Using my boot, I brush the snow from the worn wood of the bench seat and park my ass. My hands are toasty warm in the pockets of my coat, the right one gripping tightly to the phone case. The purple-and-black tiger-striped phone case that I couldn’t seem to resist when I got back stateside and upgraded my phone. The cracked screen is gone, replaced with a brand-new model—and a light that I can practically feel blinking at me.

What the hell am I doing here? In New York, in this park, on this bench. The answer is in the blink. In the insistent red light that, for a change, I can’t find my way to ignore. My hands chill almost instantly as I pull them from my pockets and swipe the screen, finding the voice mail app right there, ready to get this done. I tap at the screen and take a deep breath as Gracyn’s voice floats through the speaker and directly to my heart.

“Hi. Hey, it’s me. I, um … I wanted to call and tell you that I’m sorry … for everything. Just everything. Um, and I know I was kind of relentless, maybe even a pain in the ass while you were on tour, but … okay, yeah, I was totally a pain in the ass, but I just wanted to talk to you, wanted to make you understand.

“I hope that, someday, you can find it in your heart to talk to me again. I love you, Gavin. I don’t know how or when it happened, but I do. I didn’t think I was truly capable, and it’s crazy when I think about the amount of time we’ve spent with each other. Like actually in each other’s presence. It’s pitifully less than a month.

“But, dear God, the discussions we had on the beach, the way you challenged me to reach deep within myself and search for answers to things that really scared me. And all the encouragement you offered. That stuff just came so naturally for you. Jesus, I’ve … I’ve never gotten that.

“Outwardly, my family looks cohesive and supportive, but that’s just an illusion. Something to show the world, and you know—you know—it’s all fake. God, I envy Bryan and his disappearing act. I felt like I had to make up for what my dad thought of as Bry’s deficiency. And, Lord, my mother. Maybe, someday, she’ll find it in her to just tell my dad to fuck right off because he has not slowed down in the least.

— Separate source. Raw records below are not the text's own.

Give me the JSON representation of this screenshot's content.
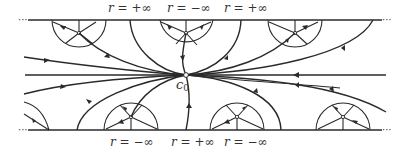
{
  "diagram": {
    "type": "phase-portrait / flow-lines in strip",
    "center_point": {
      "label": "c",
      "subscript": "0"
    },
    "top_labels": [
      {
        "var": "r",
        "eq": " = +∞"
      },
      {
        "var": "r",
        "eq": " = −∞"
      },
      {
        "var": "r",
        "eq": " = +∞"
      }
    ],
    "bottom_labels": [
      {
        "var": "r",
        "eq": " = −∞"
      },
      {
        "var": "r",
        "eq": " = +∞"
      },
      {
        "var": "r",
        "eq": " = −∞"
      }
    ],
    "ellipsis": "···",
    "colors": {
      "stroke": "#2a2a2a",
      "background": "#ffffff"
    }
  }
}
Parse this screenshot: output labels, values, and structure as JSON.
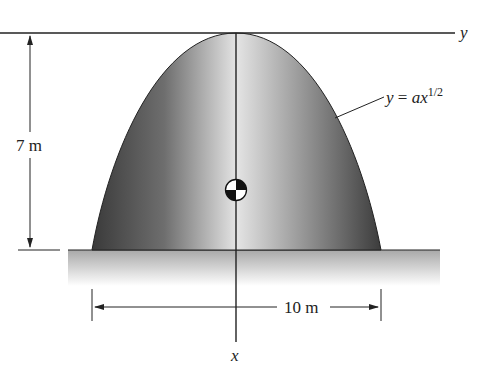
{
  "figure": {
    "axes": {
      "y_axis_label": "y",
      "x_axis_label": "x"
    },
    "curve_equation": {
      "lhs": "y",
      "equals": " = ",
      "coef": "ax",
      "exponent": "1/2"
    },
    "dimensions": {
      "height": "7 m",
      "base_width": "10 m"
    },
    "colors": {
      "shape_dark": "#3a3a3a",
      "shape_light": "#e0e0e0",
      "ground_top": "#a8a8a8",
      "ground_bottom": "#ffffff",
      "line": "#222222"
    }
  }
}
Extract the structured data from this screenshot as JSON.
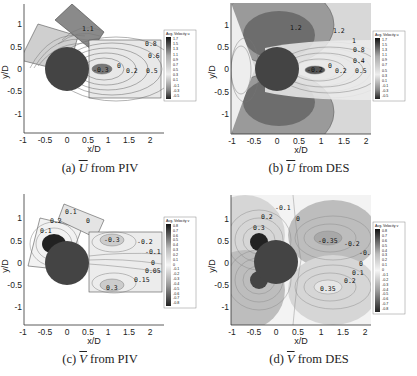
{
  "figure": {
    "panels": [
      {
        "id": "a",
        "caption_prefix": "(a)",
        "symbol": "U",
        "caption_suffix": "from PIV",
        "source": "PIV",
        "quantity": "U"
      },
      {
        "id": "b",
        "caption_prefix": "(b)",
        "symbol": "U",
        "caption_suffix": "from DES",
        "source": "DES",
        "quantity": "U"
      },
      {
        "id": "c",
        "caption_prefix": "(c)",
        "symbol": "V",
        "caption_suffix": "from PIV",
        "source": "PIV",
        "quantity": "V"
      },
      {
        "id": "d",
        "caption_prefix": "(d)",
        "symbol": "V",
        "caption_suffix": "from DES",
        "source": "DES",
        "quantity": "V"
      }
    ],
    "axes": {
      "xlabel": "x/D",
      "ylabel": "y/D",
      "xticks": [
        "-1",
        "-0.5",
        "0",
        "0.5",
        "1",
        "1.5",
        "2"
      ],
      "yticks": [
        "1",
        "0.5",
        "0",
        "-0.5",
        "-1"
      ]
    },
    "legend_u": {
      "title": "Avg. Velocity u",
      "values": [
        "1.7",
        "1.5",
        "1.3",
        "1.1",
        "0.9",
        "0.7",
        "0.5",
        "0.3",
        "0.1",
        "-0.1",
        "-0.3",
        "-0.5"
      ]
    },
    "legend_v": {
      "title": "Avg. Velocity v",
      "values": [
        "0.8",
        "0.7",
        "0.6",
        "0.5",
        "0.4",
        "0.3",
        "0.2",
        "0.1",
        "0",
        "-0.1",
        "-0.2",
        "-0.3",
        "-0.4",
        "-0.5",
        "-0.6",
        "-0.7",
        "-0.8"
      ]
    },
    "contour_labels": {
      "a": [
        "1.1",
        "0.8",
        "0.6",
        "-0.3",
        "0",
        "0.2",
        "0.5"
      ],
      "b": [
        "1.2",
        "1.2",
        "1",
        "0.8",
        "0.4",
        "-0.2",
        "0",
        "0.2",
        "0.5"
      ],
      "c": [
        "0.1",
        "0.2",
        "0.1",
        "0",
        "-0.3",
        "-0.2",
        "-0.1",
        "0",
        "0.05",
        "0.15",
        "0.3"
      ],
      "d": [
        "-0.1",
        "0.2",
        "0.3",
        "0",
        "-0.35",
        "-0.2",
        "-0.1",
        "0",
        "0.1",
        "0.2",
        "0.35"
      ]
    }
  },
  "chart_data": [
    {
      "type": "heatmap",
      "title": "(a) U from PIV",
      "xlabel": "x/D",
      "ylabel": "y/D",
      "xlim": [
        -1,
        2.3
      ],
      "ylim": [
        -1.4,
        1.4
      ],
      "colorbar": {
        "label": "Avg. Velocity u",
        "range": [
          -0.5,
          1.7
        ]
      },
      "annotations": [
        "1.1",
        "0.8",
        "0.6",
        "-0.3",
        "0",
        "0.2",
        "0.5"
      ],
      "cylinder": {
        "center": [
          0,
          0
        ],
        "diameter": 1
      }
    },
    {
      "type": "heatmap",
      "title": "(b) U from DES",
      "xlabel": "x/D",
      "ylabel": "y/D",
      "xlim": [
        -1,
        2.3
      ],
      "ylim": [
        -1.4,
        1.4
      ],
      "colorbar": {
        "label": "Avg. Velocity u",
        "range": [
          -0.5,
          1.7
        ]
      },
      "annotations": [
        "1.2",
        "1",
        "0.8",
        "0.4",
        "-0.2",
        "0",
        "0.2",
        "0.5"
      ],
      "cylinder": {
        "center": [
          0,
          0
        ],
        "diameter": 1
      }
    },
    {
      "type": "heatmap",
      "title": "(c) V from PIV",
      "xlabel": "x/D",
      "ylabel": "y/D",
      "xlim": [
        -1,
        2.3
      ],
      "ylim": [
        -1.4,
        1.4
      ],
      "colorbar": {
        "label": "Avg. Velocity v",
        "range": [
          -0.8,
          0.8
        ]
      },
      "annotations": [
        "0.1",
        "0.2",
        "0",
        "-0.3",
        "-0.2",
        "-0.1",
        "0.05",
        "0.15",
        "0.3"
      ],
      "cylinder": {
        "center": [
          0,
          0
        ],
        "diameter": 1
      }
    },
    {
      "type": "heatmap",
      "title": "(d) V from DES",
      "xlabel": "x/D",
      "ylabel": "y/D",
      "xlim": [
        -1,
        2.3
      ],
      "ylim": [
        -1.4,
        1.4
      ],
      "colorbar": {
        "label": "Avg. Velocity v",
        "range": [
          -0.8,
          0.8
        ]
      },
      "annotations": [
        "-0.1",
        "0.2",
        "0.3",
        "0",
        "-0.35",
        "-0.2",
        "0.1",
        "0.35"
      ],
      "cylinder": {
        "center": [
          0,
          0
        ],
        "diameter": 1
      }
    }
  ]
}
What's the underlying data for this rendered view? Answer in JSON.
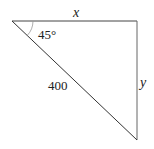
{
  "diagram": {
    "type": "right-triangle",
    "vertices": {
      "top_left": [
        12,
        21
      ],
      "top_right": [
        137,
        21
      ],
      "bottom_right": [
        137,
        140
      ]
    },
    "labels": {
      "top_side": "x",
      "right_side": "y",
      "hypotenuse": "400",
      "angle": "45°"
    },
    "colors": {
      "stroke": "#333333",
      "arc": "#999999",
      "text": "#222222"
    }
  }
}
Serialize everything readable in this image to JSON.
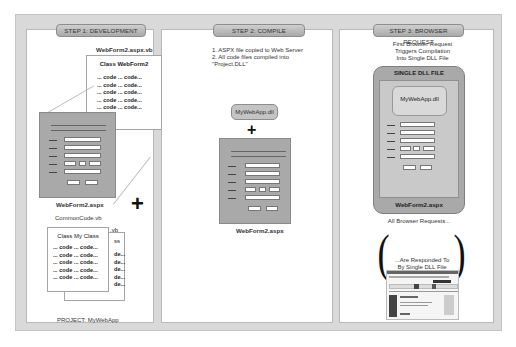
{
  "steps": [
    {
      "label": "STEP 1: DEVELOPMENT"
    },
    {
      "label": "STEP 2: COMPILE"
    },
    {
      "label": "STEP 3: BROWSER REQUEST"
    }
  ],
  "step1": {
    "codebehind_filename": "WebForm2.aspx.vb",
    "codebehind_class": "Class WebForm2",
    "code_lines": [
      "... code ... code...",
      "... code ... code...",
      "... code ... code...",
      "... code ... code...",
      "... code ... code..."
    ],
    "aspx_filename": "WebForm2.aspx",
    "plus": "+",
    "common_filename": "CommonCode.vb",
    "back_file_suffix": ".vb",
    "back_class_suffix": "ss",
    "back_line_suffix": "de...",
    "common_class": "Class My Class",
    "common_lines": [
      "... code ... code...",
      "... code ... code...",
      "... code ... code...",
      "... code ... code...",
      "... code ... code..."
    ],
    "project_label": "PROJECT: MyWebApp"
  },
  "step2": {
    "notes": [
      "1. ASPX file copied to Web Server",
      "2. All code files compiled into",
      "\"Project.DLL\""
    ],
    "dll_label": "MyWebApp.dll",
    "plus": "+",
    "aspx_filename": "WebForm2.aspx"
  },
  "step3": {
    "intro": [
      "First Browser Request",
      "Triggers Compilation",
      "Into Single DLL File"
    ],
    "container_title": "SINGLE DLL FILE",
    "dll_label": "MyWebApp.dll",
    "aspx_filename": "WebForm2.aspx",
    "all_requests": "All Browser Requests...",
    "left_paren": "(",
    "right_paren": ")",
    "responded": [
      "...Are Responded To",
      "By Single DLL File"
    ]
  }
}
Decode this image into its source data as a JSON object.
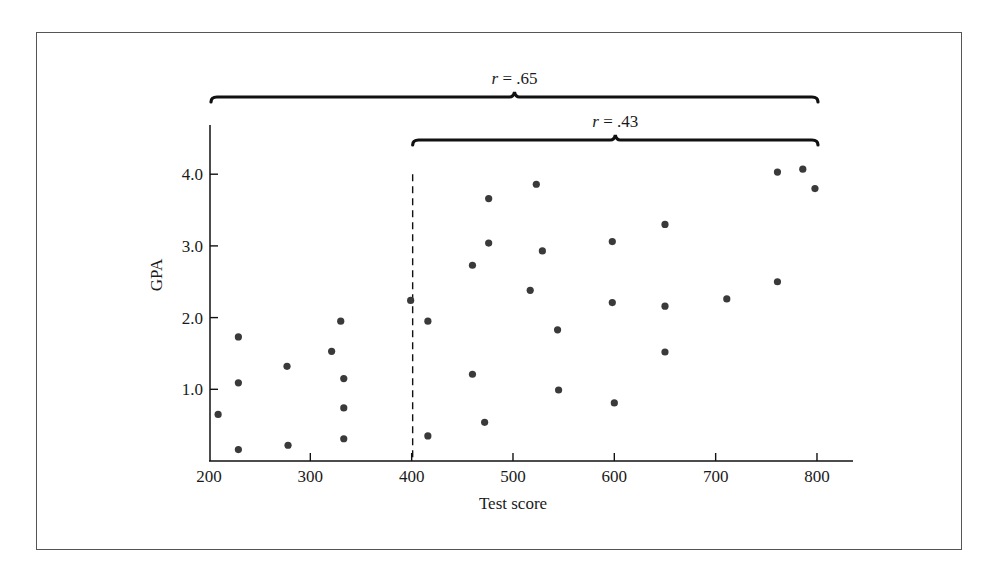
{
  "chart_data": {
    "type": "scatter",
    "title": "",
    "xlabel": "Test score",
    "ylabel": "GPA",
    "xlim": [
      200,
      835
    ],
    "ylim": [
      0,
      4.7
    ],
    "x_ticks": [
      200,
      300,
      400,
      500,
      600,
      700,
      800
    ],
    "x_tick_labels": [
      "200",
      "300",
      "400",
      "500",
      "600",
      "700",
      "800"
    ],
    "y_ticks": [
      1.0,
      2.0,
      3.0,
      4.0
    ],
    "y_tick_labels": [
      "1.0",
      "2.0",
      "3.0",
      "4.0"
    ],
    "grid": false,
    "legend": null,
    "marker_color": "#3a3a3a",
    "annotations": [
      {
        "type": "brace",
        "x_from": 200,
        "x_to": 800,
        "label_var": "r",
        "label_value": " = .65",
        "label": "r = .65"
      },
      {
        "type": "brace",
        "x_from": 400,
        "x_to": 800,
        "label_var": "r",
        "label_value": " = .43",
        "label": "r = .43"
      },
      {
        "type": "dashed-vline",
        "x": 400,
        "y_from": 0,
        "y_to": 4.0
      }
    ],
    "series": [
      {
        "name": "Students",
        "points": [
          [
            209,
            0.65
          ],
          [
            229,
            1.73
          ],
          [
            229,
            1.09
          ],
          [
            229,
            0.16
          ],
          [
            277,
            1.32
          ],
          [
            278,
            0.22
          ],
          [
            321,
            1.53
          ],
          [
            330,
            1.95
          ],
          [
            333,
            1.15
          ],
          [
            333,
            0.74
          ],
          [
            333,
            0.31
          ],
          [
            399,
            2.24
          ],
          [
            416,
            1.95
          ],
          [
            416,
            0.35
          ],
          [
            460,
            2.73
          ],
          [
            460,
            1.21
          ],
          [
            472,
            0.54
          ],
          [
            476,
            3.66
          ],
          [
            476,
            3.04
          ],
          [
            517,
            2.38
          ],
          [
            523,
            3.86
          ],
          [
            529,
            2.93
          ],
          [
            544,
            1.83
          ],
          [
            545,
            0.99
          ],
          [
            598,
            3.06
          ],
          [
            598,
            2.21
          ],
          [
            600,
            0.81
          ],
          [
            650,
            3.3
          ],
          [
            650,
            2.16
          ],
          [
            650,
            1.52
          ],
          [
            711,
            2.26
          ],
          [
            761,
            4.03
          ],
          [
            761,
            2.5
          ],
          [
            786,
            4.07
          ],
          [
            798,
            3.8
          ]
        ]
      }
    ]
  }
}
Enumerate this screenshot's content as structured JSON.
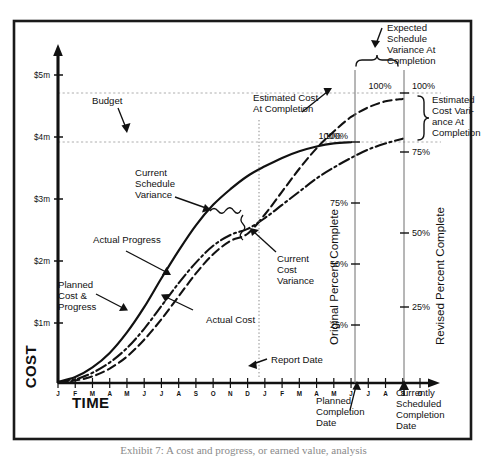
{
  "figure": {
    "border_color": "#1a1a1a",
    "background": "#ffffff",
    "ink_color": "#111111",
    "grid_color": "#9a9a9a",
    "caption": "Exhibit 7: A cost and progress, or earned value, analysis"
  },
  "chart_data": {
    "type": "line",
    "title": "",
    "subtitle": "",
    "xlabel": "TIME",
    "ylabel": "COST",
    "grid": true,
    "legend_position": "none",
    "x": [
      "J",
      "F",
      "M",
      "A",
      "M",
      "J",
      "J",
      "A",
      "S",
      "O",
      "N",
      "D",
      "J",
      "F",
      "M",
      "A",
      "M",
      "J",
      "J",
      "A",
      "S",
      "O"
    ],
    "x_tick_labels": [
      "J",
      "F",
      "M",
      "A",
      "M",
      "J",
      "J",
      "A",
      "S",
      "O",
      "N",
      "D",
      "J",
      "F",
      "M",
      "A",
      "M",
      "J",
      "J",
      "A",
      "S",
      "O"
    ],
    "xlim": [
      0,
      21
    ],
    "ylim": [
      0,
      5.4
    ],
    "y_tick_labels": [
      "$1m",
      "$2m",
      "$3m",
      "$4m",
      "$5m"
    ],
    "y_tick_values": [
      1,
      2,
      3,
      4,
      5
    ],
    "gridlines_y": [
      4.0,
      4.7
    ],
    "series": [
      {
        "name": "Planned Cost & Progress",
        "style": "solid",
        "points": [
          [
            0,
            0.02
          ],
          [
            1,
            0.1
          ],
          [
            2,
            0.26
          ],
          [
            3,
            0.5
          ],
          [
            4,
            0.84
          ],
          [
            5,
            1.26
          ],
          [
            6,
            1.74
          ],
          [
            7,
            2.2
          ],
          [
            8,
            2.62
          ],
          [
            9,
            2.96
          ],
          [
            10,
            3.22
          ],
          [
            11,
            3.44
          ],
          [
            12,
            3.6
          ],
          [
            13,
            3.74
          ],
          [
            14,
            3.85
          ],
          [
            15,
            3.93
          ],
          [
            16,
            3.98
          ],
          [
            17,
            4.0
          ]
        ],
        "end_value_label": "100%"
      },
      {
        "name": "Actual Progress",
        "style": "dash-dot",
        "points": [
          [
            0,
            0.01
          ],
          [
            1,
            0.06
          ],
          [
            2,
            0.17
          ],
          [
            3,
            0.34
          ],
          [
            4,
            0.58
          ],
          [
            5,
            0.9
          ],
          [
            6,
            1.28
          ],
          [
            7,
            1.66
          ],
          [
            8,
            2.0
          ],
          [
            9,
            2.28
          ],
          [
            10,
            2.46
          ],
          [
            11,
            2.56
          ],
          [
            12,
            2.74
          ],
          [
            13,
            2.96
          ],
          [
            14,
            3.18
          ],
          [
            15,
            3.4
          ],
          [
            16,
            3.58
          ],
          [
            17,
            3.74
          ],
          [
            18,
            3.88
          ],
          [
            19,
            3.98
          ],
          [
            20,
            4.06
          ]
        ]
      },
      {
        "name": "Actual Cost",
        "style": "dashed",
        "points": [
          [
            0,
            0.01
          ],
          [
            1,
            0.04
          ],
          [
            2,
            0.11
          ],
          [
            3,
            0.24
          ],
          [
            4,
            0.44
          ],
          [
            5,
            0.72
          ],
          [
            6,
            1.06
          ],
          [
            7,
            1.44
          ],
          [
            8,
            1.82
          ],
          [
            9,
            2.14
          ],
          [
            10,
            2.36
          ],
          [
            11,
            2.48
          ],
          [
            12,
            2.8
          ],
          [
            13,
            3.18
          ],
          [
            14,
            3.56
          ],
          [
            15,
            3.9
          ],
          [
            16,
            4.18
          ],
          [
            17,
            4.42
          ],
          [
            18,
            4.58
          ],
          [
            19,
            4.68
          ],
          [
            20,
            4.72
          ]
        ],
        "end_value_label": "100%"
      }
    ],
    "percent_axes": [
      {
        "name": "Original Percent Complete",
        "ticks": [
          "25%",
          "50%",
          "75%",
          "100%"
        ],
        "tick_values": [
          25,
          50,
          75,
          100
        ],
        "at_x": 17
      },
      {
        "name": "Revised Percent Complete",
        "ticks": [
          "25%",
          "50%",
          "75%",
          "100%"
        ],
        "tick_values": [
          25,
          50,
          75,
          100
        ],
        "at_x": 20
      }
    ],
    "annotations": [
      {
        "id": "budget",
        "label": "Budget"
      },
      {
        "id": "current-schedule-variance",
        "label": "Current\nSchedule\nVariance"
      },
      {
        "id": "actual-progress",
        "label": "Actual Progress"
      },
      {
        "id": "planned-cost-progress",
        "label": "Planned\nCost &\nProgress"
      },
      {
        "id": "actual-cost",
        "label": "Actual Cost"
      },
      {
        "id": "current-cost-variance",
        "label": "Current\nCost\nVariance"
      },
      {
        "id": "report-date",
        "label": "Report Date"
      },
      {
        "id": "estimated-cost-at-completion",
        "label": "Estimated Cost\nAt Completion"
      },
      {
        "id": "expected-schedule-variance",
        "label": "Expected\nSchedule\nVariance At\nCompletion"
      },
      {
        "id": "estimated-cost-variance",
        "label": "Estimated\nCost Vari-\nance At\nCompletion"
      },
      {
        "id": "planned-completion-date",
        "label": "Planned\nCompletion\nDate"
      },
      {
        "id": "currently-scheduled-completion-date",
        "label": "Currently\nScheduled\nCompletion\nDate"
      }
    ]
  },
  "labels": {
    "axis_cost": "COST",
    "axis_time": "TIME",
    "y_ticks": [
      "$5m",
      "$4m",
      "$3m",
      "$2m",
      "$1m"
    ],
    "budget": "Budget",
    "current_schedule_variance_l1": "Current",
    "current_schedule_variance_l2": "Schedule",
    "current_schedule_variance_l3": "Variance",
    "actual_progress": "Actual Progress",
    "planned_cost_l1": "Planned",
    "planned_cost_l2": "Cost &",
    "planned_cost_l3": "Progress",
    "actual_cost": "Actual Cost",
    "current_cost_variance_l1": "Current",
    "current_cost_variance_l2": "Cost",
    "current_cost_variance_l3": "Variance",
    "report_date": "Report Date",
    "estimated_cost_at_completion_l1": "Estimated Cost",
    "estimated_cost_at_completion_l2": "At Completion",
    "expected_sched_var_l1": "Expected",
    "expected_sched_var_l2": "Schedule",
    "expected_sched_var_l3": "Variance At",
    "expected_sched_var_l4": "Completion",
    "est_cost_var_l1": "Estimated",
    "est_cost_var_l2": "Cost Vari-",
    "est_cost_var_l3": "ance At",
    "est_cost_var_l4": "Completion",
    "planned_completion_l1": "Planned",
    "planned_completion_l2": "Completion",
    "planned_completion_l3": "Date",
    "currently_sched_l1": "Currently",
    "currently_sched_l2": "Scheduled",
    "currently_sched_l3": "Completion",
    "currently_sched_l4": "Date",
    "pct_100_solid": "100%",
    "pct_100_dashed": "100%",
    "orig_pct_axis_title": "Original Percent Complete",
    "orig_pct_25": "25%",
    "orig_pct_50": "50%",
    "orig_pct_75": "75%",
    "orig_pct_100": "100%",
    "rev_pct_axis_title": "Revised Percent Complete",
    "rev_pct_25": "25%",
    "rev_pct_50": "50%",
    "rev_pct_75": "75%",
    "rev_pct_100": "100%"
  }
}
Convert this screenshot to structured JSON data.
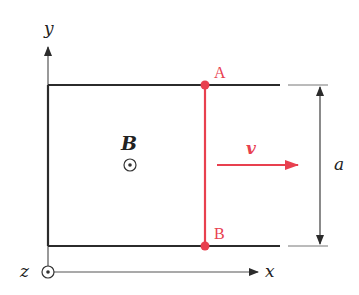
{
  "diagram": {
    "type": "physics-schematic",
    "colors": {
      "rails": "#2b2b2b",
      "rod": "#e8404f",
      "axes": "#333333",
      "labels": "#222222",
      "rod_labels": "#e8404f"
    },
    "axes": {
      "x_label": "x",
      "y_label": "y",
      "z_label": "z",
      "z_symbol": "out-of-page (dot in circle)"
    },
    "field": {
      "label": "B",
      "symbol": "out-of-page (dot in circle)"
    },
    "rod": {
      "top_point_label": "A",
      "bottom_point_label": "B"
    },
    "velocity": {
      "label": "v",
      "direction": "+x"
    },
    "dimension": {
      "label": "a",
      "spans": "distance between rails"
    }
  }
}
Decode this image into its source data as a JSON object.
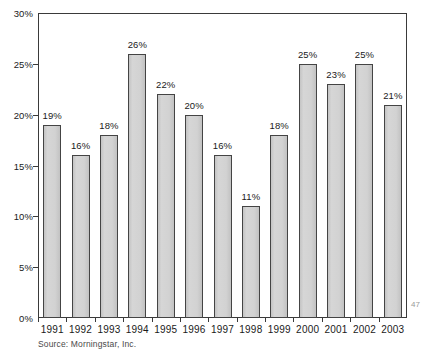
{
  "chart_data": {
    "type": "bar",
    "title": "",
    "subtitle": "",
    "xlabel": "",
    "ylabel": "",
    "categories": [
      "1991",
      "1992",
      "1993",
      "1994",
      "1995",
      "1996",
      "1997",
      "1998",
      "1999",
      "2000",
      "2001",
      "2002",
      "2003"
    ],
    "values": [
      19,
      16,
      18,
      26,
      22,
      20,
      16,
      11,
      18,
      25,
      23,
      25,
      21
    ],
    "data_labels": [
      "19%",
      "16%",
      "18%",
      "26%",
      "22%",
      "20%",
      "16%",
      "11%",
      "18%",
      "25%",
      "23%",
      "25%",
      "21%"
    ],
    "ylim": [
      0,
      30
    ],
    "ytick_values": [
      0,
      5,
      10,
      15,
      20,
      25,
      30
    ],
    "ytick_labels": [
      "0%",
      "5%",
      "10%",
      "15%",
      "20%",
      "25%",
      "30%"
    ],
    "grid": false,
    "legend": false,
    "legend_position": "none",
    "bar_fill_color": "#cdcdcd",
    "bar_border_color": "#444444",
    "axis_color": "#3a3a3a",
    "text_color": "#1a1a1a",
    "background_color": "#ffffff"
  },
  "annotations": {
    "source_note": "Source: Morningstar, Inc.",
    "page_marker": "47"
  }
}
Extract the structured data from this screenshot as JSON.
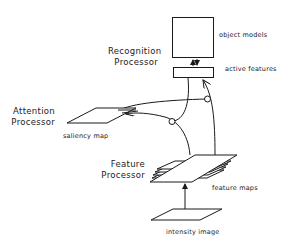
{
  "diagram": {
    "processors": {
      "recognition": {
        "line1": "Recognition",
        "line2": "Processor"
      },
      "attention": {
        "line1": "Attention",
        "line2": "Processor"
      },
      "feature": {
        "line1": "Feature",
        "line2": "Processor"
      }
    },
    "components": {
      "object_models": "object models",
      "active_features": "active features",
      "saliency_map": "saliency map",
      "feature_maps": "feature maps",
      "intensity_image": "intensity image"
    },
    "colors": {
      "stroke": "#1a1a1a",
      "background": "#ffffff",
      "text": "#222222"
    },
    "connections": [
      {
        "from": "intensity image",
        "to": "feature maps",
        "type": "arrow"
      },
      {
        "from": "feature maps",
        "to": "active features",
        "type": "arrow"
      },
      {
        "from": "feature maps",
        "to": "saliency map",
        "type": "arrow"
      },
      {
        "from": "active features",
        "to": "saliency map",
        "type": "arrow-gated"
      },
      {
        "from": "active features",
        "to": "object models",
        "type": "bidirectional"
      }
    ]
  }
}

“Gavin, I wish I could talk to you. I miss you. I miss the way you look at situations like this, the way you can delve into it and pick it apart. Lining up the possibilities for inspection, dissection, and then ultimately make sense of the muddled mess.

“Anyway, I just wanted to let you know that I’m sorry. I’m sorry that I gave you the impression that I only wanted to have fun. That I wasn’t committed. That I was anything less than you deserved. I’m sorry that, for as strong and badass as I like to think I am, I totally missed the way Brooks had manipulated things with us. The way my dad had engineered shit with Brooks and me. And I know—God, I know—no matter how many times I apologize, no matter how many ways I say it, I can never … never, ever apologize enough for that fight, the charges, the way my dad had you thrown into jail. Shit, did you know he’s best friends with the magistrate of Beekman Hills? That it was my dad who kept you from going up for your preliminary hearing. Gavin, I … I’m so sorry. So, so sorry.

“Shit, I didn’t mean to ramble away like this. I meant to just … just let you know how bad I feel. How I can never make it up to you. And …”

She sighs, obviously considering the rest of what she’s going to say.

“And that you’re my one, too. That’s the song, right? The one from Central Park? That feels like a million years ago and a thousand miles away. I wish I could go back, Gavin. Just go back to the beach … to that bench … and do things so differently. I love you.”

With the final words ricocheting around in my brain, I tilt my head back, staring up at the sky. The falling snow tickles, caressing my nose and cheeks and lips, like her voice reaching deep and invading my heart.